#### [Dataset excerpts]
=-=-=-=-=
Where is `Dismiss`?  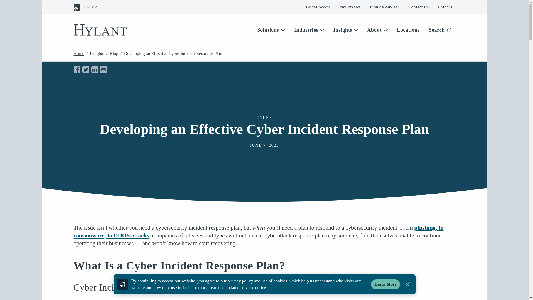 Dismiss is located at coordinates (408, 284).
=-=-=-=-=
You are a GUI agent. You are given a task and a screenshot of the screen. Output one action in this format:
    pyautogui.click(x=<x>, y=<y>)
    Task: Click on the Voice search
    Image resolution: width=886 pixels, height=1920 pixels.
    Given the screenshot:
=-=-=-=-=
#### [Exercise instructions]
Wherever a line of the data holds "screenshot", copy that line.

#### [Completed task]
You are a GUI agent. You are given a task and a screenshot of the screen. Output one action in this format:
    Given the screenshot:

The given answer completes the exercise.